What followed was a flurry of further investigations, parliamentary inquiries, resignations and intense pressure.
Tension in Claims Management
Despite the premise that employers and workers should work cooperatively to maintain an injured worker at work, or to achieve an early, safe and appropriate return to work often this does not occur. Stigma for those claiming support through Workers' Compensation remains a significant community problem with many injured ostracized from their workplaces and communities. Further, Injured workers are deemed a risk by the business despite the public rhetoric and the conflict between a case manager representing all parties – employer, injured worker and insurer is simply not working, with the injured often refusing to even talk to their case manager and conducting communication only via email. The trauma caused to injured workers – women and men is deeply embedded in the system and it obstructs the focus, return to health and return to work. It needs to change.


Overall, the present system is creating significant social inequality. It punishes someone for being injured at work. Despite this intense pressure on a system that is failing to keep injured people safe and inquiry after inquiry a Royal Commission has not occurred and thousands of lives are being needlessly destroyed by a system that harms. Women are particularly vulnerable to systemic abuse as we show throughout the documentary, Shattered.
Is a Continuous Cycle of Reform after Reform the Answer?

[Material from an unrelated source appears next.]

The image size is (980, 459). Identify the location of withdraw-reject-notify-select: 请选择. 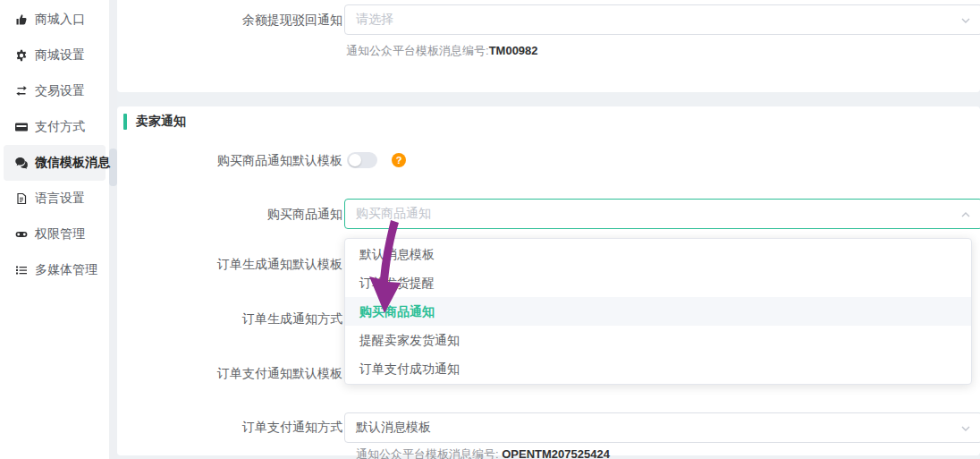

Overall, the present system is creating significant social inequality. It punishes someone for being injured at work. Hard working businesses are made to pay for the Scheme through statutory premiums but the very system they think is helping their injured takes no risk. In others words billions of dollars is being collected by the NSW government who has no skin in the game. How is this equitable?
Similarly, despite the intense pressure on a system that is failing to keep injured people safe while in the government controlled system and following inquiry after inquiry a Royal Commission has not occurred and thousands of lives are being needlessly destroyed by a system that harms. Women are particularly vulnerable to systemic abuse as we show throughout the documentary, Shattered.